With amalgamation of the northern and southern protectorates by Lord Lugard in 1914, the Prison Ordinance of 1916 and the Prison Regulations of 1917 were promulgated. The ordinance gave extensive powers to the governor to establish and regulate prison administration throughout Nigeria. It also gave powers to the governor to appoint directors and other officers to manage prisons,4 while the native authorities were operating at the local level and under the local district officers. Consequently, there was no uniformity in prison administration because of the difference in the mode of governance in northern and southern Nigeria. For instance, while prisons in the north were managed by yaris ('chief warders"5), in the south there were three categories of prisons: the provincial prison, the divisional prison, and the convict prison for those serving sentences above two years. The

total institutionalization of a criminal justice administration had not yet occurred.

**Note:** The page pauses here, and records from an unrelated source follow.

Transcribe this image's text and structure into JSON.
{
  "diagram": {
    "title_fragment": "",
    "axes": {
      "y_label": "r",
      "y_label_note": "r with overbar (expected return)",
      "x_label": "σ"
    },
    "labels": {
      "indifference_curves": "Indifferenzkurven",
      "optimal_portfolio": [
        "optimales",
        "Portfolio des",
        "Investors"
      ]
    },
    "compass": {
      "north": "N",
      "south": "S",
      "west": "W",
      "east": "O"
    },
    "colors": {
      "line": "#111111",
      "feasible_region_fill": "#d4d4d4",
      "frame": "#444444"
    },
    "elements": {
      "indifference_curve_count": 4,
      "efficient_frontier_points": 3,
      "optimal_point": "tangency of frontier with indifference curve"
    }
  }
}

It is imperative to note that, although there were many ordinances and orders made by the colonial government to regulate prison administration between 1920 and 1960, it was not until 1966 (six years after independence) that the Nigerian federal government made concerted efforts toward the unification of prison administrations throughout the federation. These reforms worked to mirror what the British had institutionalized in Europe. With implementation of their institutions during colonialism, it was said that the best way to "work with what they had left behind" was to better institutionalize their laws.

These transitions into a federally regulated prison service were encouraged, guided, and funded by Western (mainly European) governments. Thus, what we have today as the Nigerian Prison Service functioning under a centralized administration was established on April 1, 1968, following the Gobir Report (Jarma 1998) on unification of the existing central and native prison administrations. The unification of administration, among other implications, signalled the beginning of the gradual withdrawal of British officers who hitherto had manned prisons in Nigeria. As colonial institutions looked more like their own, they felt more comfortable in their withdrawals. Subsequent reorganizations in the prison service led to the promulgation of Prison Decree No.

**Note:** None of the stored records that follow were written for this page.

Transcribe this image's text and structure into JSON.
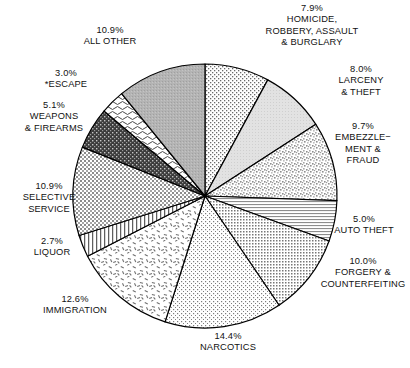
{
  "chart_data": {
    "type": "pie",
    "title": "",
    "subtitle": "",
    "xlabel": "",
    "ylabel": "",
    "legend_position": "none",
    "grid": false,
    "units": "percent",
    "total_labeled": "100.2",
    "footnote_marker": "*",
    "start_angle_deg": 0,
    "direction": "clockwise",
    "categories": [
      "HOMICIDE, ROBBERY, ASSAULT & BURGLARY",
      "LARCENY & THEFT",
      "EMBEZZLEMENT & FRAUD",
      "AUTO THEFT",
      "FORGERY & COUNTERFEITING",
      "NARCOTICS",
      "IMMIGRATION",
      "LIQUOR",
      "SELECTIVE SERVICE",
      "WEAPONS & FIREARMS",
      "*ESCAPE",
      "ALL OTHER"
    ],
    "values": [
      7.9,
      8.0,
      9.7,
      5.0,
      10.0,
      14.4,
      12.6,
      2.7,
      10.9,
      5.1,
      3.0,
      10.9
    ],
    "slices": [
      {
        "id": "homicide",
        "pct": "7.9%",
        "name_lines": [
          "HOMICIDE,",
          "ROBBERY, ASSAULT",
          "& BURGLARY"
        ],
        "value": 7.9,
        "fill": "p-dot-fine",
        "tone": "#efefef"
      },
      {
        "id": "larceny",
        "pct": "8.0%",
        "name_lines": [
          "LARCENY",
          "& THEFT"
        ],
        "value": 8.0,
        "fill": "p-tint-light",
        "tone": "#dcdcdc"
      },
      {
        "id": "embezzlement",
        "pct": "9.7%",
        "name_lines": [
          "EMBEZZLE−",
          "MENT &",
          "FRAUD"
        ],
        "value": 9.7,
        "fill": "p-speckle",
        "tone": "#d2d2d2"
      },
      {
        "id": "autotheft",
        "pct": "5.0%",
        "name_lines": [
          "AUTO THEFT"
        ],
        "value": 5.0,
        "fill": "p-hline",
        "tone": "#e6e6e6"
      },
      {
        "id": "forgery",
        "pct": "10.0%",
        "name_lines": [
          "FORGERY &",
          "COUNTERFEITING"
        ],
        "value": 10.0,
        "fill": "p-dotgrid",
        "tone": "#c9c9c9"
      },
      {
        "id": "narcotics",
        "pct": "14.4%",
        "name_lines": [
          "NARCOTICS"
        ],
        "value": 14.4,
        "fill": "p-dot-fine2",
        "tone": "#ececec"
      },
      {
        "id": "immigration",
        "pct": "12.6%",
        "name_lines": [
          "IMMIGRATION"
        ],
        "value": 12.6,
        "fill": "p-confetti",
        "tone": "#f2f2f2"
      },
      {
        "id": "liquor",
        "pct": "2.7%",
        "name_lines": [
          "LIQUOR"
        ],
        "value": 2.7,
        "fill": "p-vline",
        "tone": "#ffffff"
      },
      {
        "id": "selective",
        "pct": "10.9%",
        "name_lines": [
          "SELECTIVE",
          "SERVICE"
        ],
        "value": 10.9,
        "fill": "p-crosshatch",
        "tone": "#d8d8d8"
      },
      {
        "id": "weapons",
        "pct": "5.1%",
        "name_lines": [
          "WEAPONS",
          "& FIREARMS"
        ],
        "value": 5.1,
        "fill": "p-darkspeckle",
        "tone": "#8a8a8a"
      },
      {
        "id": "escape",
        "pct": "3.0%",
        "name_lines": [
          "*ESCAPE"
        ],
        "value": 3.0,
        "fill": "p-squiggle",
        "tone": "#ffffff"
      },
      {
        "id": "allother",
        "pct": "10.9%",
        "name_lines": [
          "ALL OTHER"
        ],
        "value": 10.9,
        "fill": "p-gray",
        "tone": "#b0b0b0"
      }
    ],
    "geometry": {
      "cx": 205,
      "cy": 196,
      "r": 132
    },
    "colors": {
      "stroke": "#000000",
      "text": "#111111",
      "background": "#ffffff"
    }
  }
}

9 of 1972. The decree chiefly placed the British prison system in the hands of Nigerians.

It is important to point out that the circumstances surrounding the period under review were also affected by sociocultural and economic changes. Crime rates had risen. Ugly incidents attended urbanization, and the creation of a British nation-state named Nigeria in West Africa had dire consequences. The exploitation of our economic fortunes and resources entered trade agreements with the industrialized world. Poverty was on the rise; so was crime. It was after the British pulled out of Nigeria that the economic situation here began to dwindle; as they deoccupied

our government positions, they continued to occupy economic agreements and relied heavily on the institutions they had put in place during colonialism to maintain a European status quo. Consequently, during colonialism there was no recurring record of prison overcrowding, with its attendant consequences.

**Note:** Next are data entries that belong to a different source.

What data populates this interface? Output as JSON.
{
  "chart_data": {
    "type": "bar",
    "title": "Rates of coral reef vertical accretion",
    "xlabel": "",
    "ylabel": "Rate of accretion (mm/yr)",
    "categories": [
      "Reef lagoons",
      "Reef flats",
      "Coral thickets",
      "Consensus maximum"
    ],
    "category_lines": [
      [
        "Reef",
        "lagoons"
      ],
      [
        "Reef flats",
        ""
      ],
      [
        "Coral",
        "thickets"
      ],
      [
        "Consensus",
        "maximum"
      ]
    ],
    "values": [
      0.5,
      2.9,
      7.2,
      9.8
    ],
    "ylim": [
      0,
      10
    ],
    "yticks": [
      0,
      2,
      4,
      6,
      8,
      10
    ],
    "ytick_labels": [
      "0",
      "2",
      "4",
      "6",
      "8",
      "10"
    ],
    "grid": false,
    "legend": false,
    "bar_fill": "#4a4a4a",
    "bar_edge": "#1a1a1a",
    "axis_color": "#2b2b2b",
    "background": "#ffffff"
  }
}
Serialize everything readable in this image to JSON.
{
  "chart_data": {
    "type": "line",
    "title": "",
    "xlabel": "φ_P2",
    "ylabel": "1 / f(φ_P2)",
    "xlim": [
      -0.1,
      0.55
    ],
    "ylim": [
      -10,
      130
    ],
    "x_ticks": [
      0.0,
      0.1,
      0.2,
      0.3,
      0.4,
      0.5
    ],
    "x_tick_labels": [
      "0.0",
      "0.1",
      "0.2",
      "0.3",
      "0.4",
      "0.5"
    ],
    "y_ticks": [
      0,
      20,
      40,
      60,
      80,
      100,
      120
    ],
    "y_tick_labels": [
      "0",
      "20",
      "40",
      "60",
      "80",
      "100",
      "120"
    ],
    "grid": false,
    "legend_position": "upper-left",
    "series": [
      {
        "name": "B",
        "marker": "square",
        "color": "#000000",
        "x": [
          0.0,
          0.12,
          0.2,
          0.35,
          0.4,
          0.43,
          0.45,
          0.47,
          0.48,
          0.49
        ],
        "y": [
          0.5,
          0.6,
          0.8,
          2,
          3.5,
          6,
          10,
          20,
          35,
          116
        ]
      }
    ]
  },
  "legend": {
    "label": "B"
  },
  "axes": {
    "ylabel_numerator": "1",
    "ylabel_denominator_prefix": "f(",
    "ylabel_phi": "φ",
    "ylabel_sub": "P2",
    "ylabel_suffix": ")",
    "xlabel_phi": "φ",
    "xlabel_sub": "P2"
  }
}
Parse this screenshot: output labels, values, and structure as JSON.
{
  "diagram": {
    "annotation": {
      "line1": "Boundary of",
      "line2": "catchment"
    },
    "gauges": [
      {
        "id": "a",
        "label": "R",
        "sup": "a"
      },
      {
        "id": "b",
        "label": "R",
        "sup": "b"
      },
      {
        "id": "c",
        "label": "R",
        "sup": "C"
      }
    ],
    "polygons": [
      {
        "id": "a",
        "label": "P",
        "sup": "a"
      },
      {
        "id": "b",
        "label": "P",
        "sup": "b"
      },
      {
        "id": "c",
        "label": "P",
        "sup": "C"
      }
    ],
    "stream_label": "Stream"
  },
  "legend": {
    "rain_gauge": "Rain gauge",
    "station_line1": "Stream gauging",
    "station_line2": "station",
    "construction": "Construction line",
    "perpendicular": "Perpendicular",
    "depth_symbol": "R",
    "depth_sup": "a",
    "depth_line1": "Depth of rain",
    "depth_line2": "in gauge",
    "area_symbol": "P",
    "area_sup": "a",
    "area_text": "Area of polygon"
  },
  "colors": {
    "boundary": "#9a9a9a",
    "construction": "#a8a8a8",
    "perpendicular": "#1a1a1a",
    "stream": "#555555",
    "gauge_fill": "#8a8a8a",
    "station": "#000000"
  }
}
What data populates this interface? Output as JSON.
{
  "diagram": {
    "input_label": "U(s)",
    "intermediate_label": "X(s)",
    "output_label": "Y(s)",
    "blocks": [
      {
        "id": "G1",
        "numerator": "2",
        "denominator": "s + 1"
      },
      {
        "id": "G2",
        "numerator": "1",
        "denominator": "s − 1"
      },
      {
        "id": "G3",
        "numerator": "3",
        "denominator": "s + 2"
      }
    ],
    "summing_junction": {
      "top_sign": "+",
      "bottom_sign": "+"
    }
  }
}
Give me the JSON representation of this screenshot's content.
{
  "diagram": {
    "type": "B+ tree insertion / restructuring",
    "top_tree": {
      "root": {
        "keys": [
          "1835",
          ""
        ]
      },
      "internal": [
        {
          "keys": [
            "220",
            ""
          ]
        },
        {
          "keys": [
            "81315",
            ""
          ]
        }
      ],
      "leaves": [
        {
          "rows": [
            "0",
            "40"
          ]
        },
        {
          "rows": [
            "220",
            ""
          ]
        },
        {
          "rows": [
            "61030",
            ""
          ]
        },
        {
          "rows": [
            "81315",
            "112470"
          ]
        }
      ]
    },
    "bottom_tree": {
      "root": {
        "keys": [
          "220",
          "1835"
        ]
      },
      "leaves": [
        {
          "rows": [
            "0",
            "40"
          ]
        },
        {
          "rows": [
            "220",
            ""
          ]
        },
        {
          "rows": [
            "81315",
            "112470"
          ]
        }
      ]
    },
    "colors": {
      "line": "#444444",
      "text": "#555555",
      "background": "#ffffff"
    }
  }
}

Tools and facilities (particularly at designated vocational skills acquisition centres within the prison) were enough to carry out sentence planning of prisoners. In the posfcolonial era, when the British no longer occupy Nigeria, our resources extend further into the European economy, leaving Nigeria and Nigerians in greater distress. As the British left Nigeria, they took with them control over our livelihood. They expanded access to our oil reserves and in so doing destroyed our agricultural lands. They imposed a capitalist economy that keeps many poor and a few rich. And they left behind their criminal justice institutions, which could take care of those who did not fit well into the British capitalist economy.